Examining the ‘10,000 Hour’ Rule

Sean McCormick
4 min readFeb 18, 2020

It’s been over a decade since Malcom Gladwell’s book, Outliers: The Story of Success, mic-dropped the 10,000 Hour Rule into countless conversations about self-improvement and future greatness. Throughout these years there has been a lot of misconception, counter-theory and downright physco-bashing of Gladwell’s declaration.

What exactly is the 10,000 Hour Rule? The definition itself seems to vary as much as the opinions on the subject. Many take the rule literally as meaning to become great at something a person must have first practiced the activity for 10,000 hours. Others merely simplify it to ‘practice makes perfect’ — a phrase which has been around for centuries.

Gladwell’s writing expands on the actual originator of the concept, psychologist K. Anders Ericsson. Ericsson has stated Gladwell’s book simplified his research which involved three groups of violinists. Most of the study’s participants began playing violin when they were five-years-old. The musicians were declared elite-level, good, and those deemed good enough to be a public school music teacher. The magical 10,000 hour factor comes from data collected from the practice habits of the elite-level violinists.

Ericsson differentiates between ‘practice’ and ‘deliberate practice.’ Ericsson and his co-authors of a 2007 Harvard Business Review article describe deliberate practice as making “considerable, specific, and sustained efforts to do something you can’t do well — or even at all.” Instead of the focus being on basics or fundamentals of an activity, “ it is only by working at what you can’t do that you turn into the expert you want to become.” At first the idea of of deliberate practice is enough to have the graves of Rockne, Sutherland and Wooden spinning uncontrollably. However, ignoring basics and placing the focus on becoming familiar with parts of an activity which is currently being done poorly — words used in the Harvard Business Review article — really translates into the everyday ‘drills’ mentality of all athletic coaches (and business leaders).
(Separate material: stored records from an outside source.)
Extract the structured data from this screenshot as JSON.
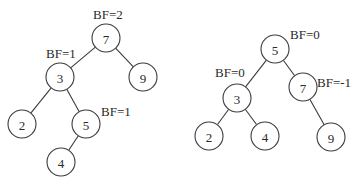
{
  "diagram": {
    "type": "avl-tree-rotation",
    "trees": [
      {
        "name": "before-rotation",
        "nodes": [
          {
            "id": "n7",
            "value": "7",
            "x": 106,
            "y": 38
          },
          {
            "id": "n3",
            "value": "3",
            "x": 60,
            "y": 77
          },
          {
            "id": "n9",
            "value": "9",
            "x": 143,
            "y": 77
          },
          {
            "id": "n2",
            "value": "2",
            "x": 22,
            "y": 124
          },
          {
            "id": "n5",
            "value": "5",
            "x": 86,
            "y": 124
          },
          {
            "id": "n4",
            "value": "4",
            "x": 61,
            "y": 162
          }
        ],
        "edges": [
          [
            "n7",
            "n3"
          ],
          [
            "n7",
            "n9"
          ],
          [
            "n3",
            "n2"
          ],
          [
            "n3",
            "n5"
          ],
          [
            "n5",
            "n4"
          ]
        ],
        "labels": [
          {
            "text": "BF=2",
            "x": 93,
            "y": 19
          },
          {
            "text": "BF=1",
            "x": 46,
            "y": 58
          },
          {
            "text": "BF=1",
            "x": 101,
            "y": 116
          }
        ]
      },
      {
        "name": "after-rotation",
        "nodes": [
          {
            "id": "m5",
            "value": "5",
            "x": 275,
            "y": 49
          },
          {
            "id": "m3",
            "value": "3",
            "x": 237,
            "y": 98
          },
          {
            "id": "m7",
            "value": "7",
            "x": 303,
            "y": 87
          },
          {
            "id": "m2",
            "value": "2",
            "x": 209,
            "y": 136
          },
          {
            "id": "m4",
            "value": "4",
            "x": 265,
            "y": 136
          },
          {
            "id": "m9",
            "value": "9",
            "x": 331,
            "y": 137
          }
        ],
        "edges": [
          [
            "m5",
            "m3"
          ],
          [
            "m5",
            "m7"
          ],
          [
            "m3",
            "m2"
          ],
          [
            "m3",
            "m4"
          ],
          [
            "m7",
            "m9"
          ]
        ],
        "labels": [
          {
            "text": "BF=0",
            "x": 290,
            "y": 39
          },
          {
            "text": "BF=0",
            "x": 215,
            "y": 77
          },
          {
            "text": "BF=-1",
            "x": 317,
            "y": 87
          }
        ]
      }
    ],
    "node_radius": 14,
    "colors": {
      "stroke": "#3a3a3a",
      "text": "#2a2a2a",
      "background": "#ffffff"
    }
  }
}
An athlete will go through basic, fundamental drills to create muscle memory before moving on to new drills which will increase sport-specific techniques. Even an elite violinist begins with basic musical warm-up exercises before diving into sheet music which provides more difficulty in playing perfection.

An area of focus for detractors of Gladwell’s 10,000 hour rule is the athletic world. Brad Stulberg and Steve Magness, co-authors of Peak Performance: Elevate Your Game, Avoid Burnout, and Thrive with the New Science of Success say their research shows it is the way one practices, and not the amount of hours practiced, which determines a person’s ascension into the expert category. Gladwell actually addressed the rule issue in regard to athletes three years before Peak Performance was published. “It doesn’t apply to sports,” he posted on Reddit. Gladwell went on to say “pratice isn’t a SUFFICIENT condition for success.” He then referred to his playing chess for a century wouldn’t result in becoming a grandmaster. “Unfortunately, sometimes complex ideas get oversimplified in translation,” Gladwell concluded.

Gladwell didn’t point to the athletic elephant-in-the-room — the fact superior athletic performers are already ahead of the average Joe as they are naturally gifted. It’s the ‘you can’t teach’ speed, field presence, etc. coaching mantra. A football player clocked at 5.3 seconds in the 40-yard dash as a freshman in high school can hit the weight room to gain lower body muscle gains, and attend an acceleration trainer on a weekly basis, and at best he may end up with a senior 40-time of 4.7 or 4.8. Is he going to dip into the 4.25 range? No, and it’s because there is only so much practice/training/conditioning a person can do. It’s like a hunter replacing a beagle with a pug. Both will jump on the hunter’s lap to cuddle, but only the beagle is going to chase a rabbit.

Does this mean the kid with a slower time in the 40 shouldn’t work on improvement? Certainly not! A synonym for deliberate practice is self-discipline. It’s not just for the elite musician, the chess grandmaster or the NBA’s leading scorer. Developing habits which lead to a person’s success can be transferred from athletics or music and into the entrepreneurial and corporate landscapes. It also lends to the deliberate practice of continual personal growth; something which should never fade away.

--

--

Sean McCormick

Turning the ‘complex’ into the ‘understandable!’ In Coaching & Leadership there is one constant — WRITING!